Against a backdrop of baroque cities and haunted wastelands, sumptuous palaces and riotous inns, Reith will encounter deadly wastrels and murderous aliens, dastardly villains and conniving scoundrels.
She came from one of the more disreputable aristocratic families.
Sharrow was once the leader of a personality-attuned combat team in one of the sporadic little commercial wars in the civilization based around the planet Golter. On an island with a glass shore - relic of some even more ancient conflict - she discovers she is to be hunted by the Huhsz, a religious cult which believes she is the last obstacle before their faith's apotheosis. She has to run, knowing her only hope of finally escaping the Huhsz is to find the last of the ancient, apocalyptically powerful but seemingly cursed Lazy Guns. But that is just the first as well as the final step on a search that takes her on an odyssey through the exotic Golterian system and results in both a trail of destruction and a journey into her own past, as well as that of her family and the system itself; a journey that changes everything.

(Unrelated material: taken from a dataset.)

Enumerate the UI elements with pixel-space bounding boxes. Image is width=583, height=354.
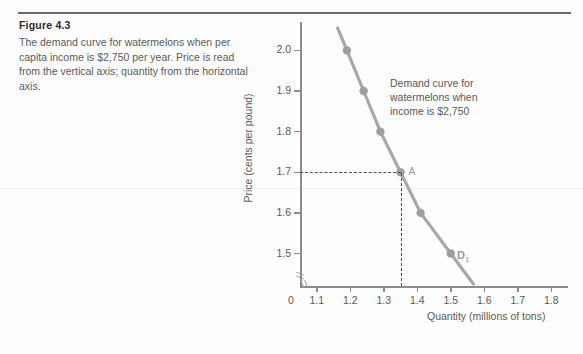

Between the seemingly impossible tasks of living up to his warrior-father's legend and surmounting his own physical limitations, Miles Vorkosigan faces some truly daunting challenges.
Shortly after his arrival on Beta Colony, Miles unexpectedly finds himself the owner of an obsolete freighter and in more debt than he ever thought possible. Propelled by his manic "forward momentum," the ever-inventive Miles creates a new identity for himself as the commander of his own mercenary fleet to obtain a lucrative cargo; a shipment of weapons destined for a dangerous warzone.
The second in a mesmeric trilogy that runs the gamut of human experience and emotion from Anne McCaffrey, storyteller extraordinare and New York Times and Sunday Times bestselling author. Perfect for fans of David Eddings, Brandon Sanderson and Douglas Adams.
'Anne McCaffrey, one of the queens of science fiction, knows exactly how to give her public what it wants' —The Times
She was one of the Crystal Singers, the élite, mysterious ones, who cut the crystals from the planet Ballybran—precious glittering crystals without which the universe could not function.
Sent to the planet of Optheria to repair the famous crystal organ, she was—at first—accorded all the honour and pomp due to her rank. Then her life became threatened and she found herself isolated at the very heart of the planet, knowing that she alone had the power to confront and destroy the evil that had permeated the world of Optheria.
Would she be able to find the strength she needed?
Captain Pausert thought his luck had finally turned—but he did not yet realize it was a turn for the worse. On second thought, make that a turn for the disastrous*.
Unlucky in love, unsuccessful in business, he thought he had finally made good with his battered starship Venture, cruising around the fringes of the Empire and successfully selling off odd-ball cargoes which no one else had been able to sell. He was all set to return home, where his true love was faithfully waiting for him ... he hoped.
But then he made the fatal mistake of freeing three slave children from their masters (who were suspiciously eager to part with them). They were just trying to be helpful, but those three adorable little girls quickly made Pausert the mortal enemy of his fiancee, his home planet, the Empire, warlike Sirians, psychopathic Uldanians, the dread pirate chieftain Laes Yango—and even the Worm World, the darkest threat to mankind in all of space.
And all because those harmless-looking little girls were in fact three of the notorious and universally feared Witches of Karres.